Perched on his obsidian throne, Erebus thought to himself, his mind going back to the same question over and over again.
Where did it all go wrong?
The room was quiet and empty, echoing with every breath. It was cold, colder than his old home had been. Not that it mattered, though. He was never going back.
He could, however, do something about the emptiness. It was a small matter to convince the once-important demons to make the move with him, occupying the silent halls with their bustling chatter and heavy footsteps.
“They would go anywhere for you,” Astaroth had whispered to him, placing the crown on his head. Not for the first time, he wondered how, exactly, he’d ended up here.
Here, as in, sitting atop a frigid throne carved of black stone. Here, alone, in a room in a too-large house that would never feel like home. Here, along with the knowledge that, in the aftermath of his own father’s death, he’d garnered the support of thousands. Here, with the weight of a crown and the kingdom it came with resting heavy on his young head.
“Because what kind of parentless fifteen-year-old longs for a crown?” Erebus asked of the room. The stubbornly uninhabited space held no answers for him, of course. He still didn’t understand, presumably never would. Yes, his father was a widely respected man and he himself was often seen as a prodigy, but the fact remained that he was so young. How could they have trusted him to hold the crown, to heft the burden, to change the world?
“It is us, who live in the shadows, that will bring the change,” his father had said, over and over, his smile wide and his eyes crinkling at the edges. His father; an ever gentle and kind-hearted man. A king, once here and now gone. Erebus would never see him again.
Fresh, it stung like an open wound. Erebus couldn’t wait until the exposed flesh healed itself once more. The way it had again and again in his life. Wasn’t it tired, he thought, of everything it had been through? Because, after all of this time, nothing ever changed.
His father, Orpheus, had been so adamant that change was something to be brought. He had always acted as if change was just within reach, a tantalizingly bright fruit, close enough to touch.
And yet, he’d never taken it upon himself to initiate this change. He had let years pass under him, quiet and stealthy as a river, until time had reached up and drowned him in its cold, cruel embrace. How desperately he’d wanted the unification, for his people to walk the same sun-touched earth that the creatures, elves, they called themselves, lived on so many miles away. How easily that dream had slipped and evaporated with his illness, leaving Erebus alone with only a faint sense of longing for the world Orpheus saw, if only to fulfill that lost and broken hope.
Erebus wondered what such a world would look like. He pushed the too-large crown slipping down his hair back into its position absently, picturing it.
A world without duty, perhaps, one in which he wouldn’t have this title called “King”. One where Astaroth and Alcor wouldn’t have to hurt and kill to survive. He could see it in his mind, smiling and laughing alongside the other, newly freed royals, their crowns discarded and their thrones left empty as they enjoyed their simple youths.
He could see now that his father couldn’t bring change. Orpheus lacked what was needed to advance the kingdom of twilight, to guide them into the light.
Perhaps the genius that was the former king couldn’t do it, but maybe he could.
Allowing himself to relax for the first time in weeks, Erebus closed his eyes and began to plan.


WORK INSTRUCTIONS:
Pictures do not belong in the copy; retype the records below exactly.

□ □ □ □

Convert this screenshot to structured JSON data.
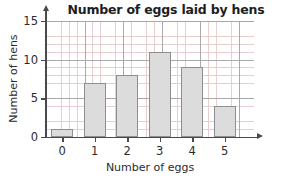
{
  "chart_data": {
    "type": "bar",
    "title": "Number of eggs laid by hens",
    "xlabel": "Number of eggs",
    "ylabel": "Number of hens",
    "categories": [
      "0",
      "1",
      "2",
      "3",
      "4",
      "5"
    ],
    "values": [
      1,
      7,
      8,
      11,
      9,
      4
    ],
    "xlim": [
      -0.5,
      5.9
    ],
    "ylim": [
      0,
      15
    ],
    "x_ticks": [
      "0",
      "1",
      "2",
      "3",
      "4",
      "5"
    ],
    "y_ticks": [
      "0",
      "5",
      "10",
      "15"
    ],
    "grid": true,
    "grid_minor_step": 1,
    "grid_major_step": 5,
    "legend": null,
    "bar_fill_color": "#dcdcdc",
    "bar_edge_color": "#8e8e90",
    "grid_minor_color": "#e7cfd0",
    "grid_major_color": "#a9a9ac",
    "axis_color": "#4a4a4d",
    "background_color": "#ffffff"
  }
}
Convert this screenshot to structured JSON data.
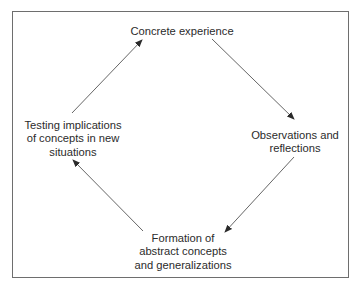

□ □ □ □

TASK ANSWER:
Convert this screenshot to structured JSON data.
{
  "chart_data": {
    "type": "bar",
    "title": "Number of eggs laid by hens",
    "xlabel": "Number of eggs",
    "ylabel": "Number of hens",
    "categories": [
      "0",
      "1",
      "2",
      "3",
      "4",
      "5"
    ],
    "values": [
      1,
      7,
      8,
      11,
      9,
      4
    ],
    "xlim": [
      -0.5,
      5.9
    ],
    "ylim": [
      0,
      15
    ],
    "x_ticks": [
      "0",
      "1",
      "2",
      "3",
      "4",
      "5"
    ],
    "y_ticks": [
      "0",
      "5",
      "10",
      "15"
    ],
    "grid": true,
    "grid_minor_step": 1,
    "grid_major_step": 5,
    "legend": null,
    "bar_fill_color": "#dcdcdc",
    "bar_edge_color": "#8e8e90",
    "grid_minor_color": "#e7cfd0",
    "grid_major_color": "#a9a9ac",
    "axis_color": "#4a4a4d",
    "background_color": "#ffffff"
  }
}
Convert this screenshot to structured JSON data.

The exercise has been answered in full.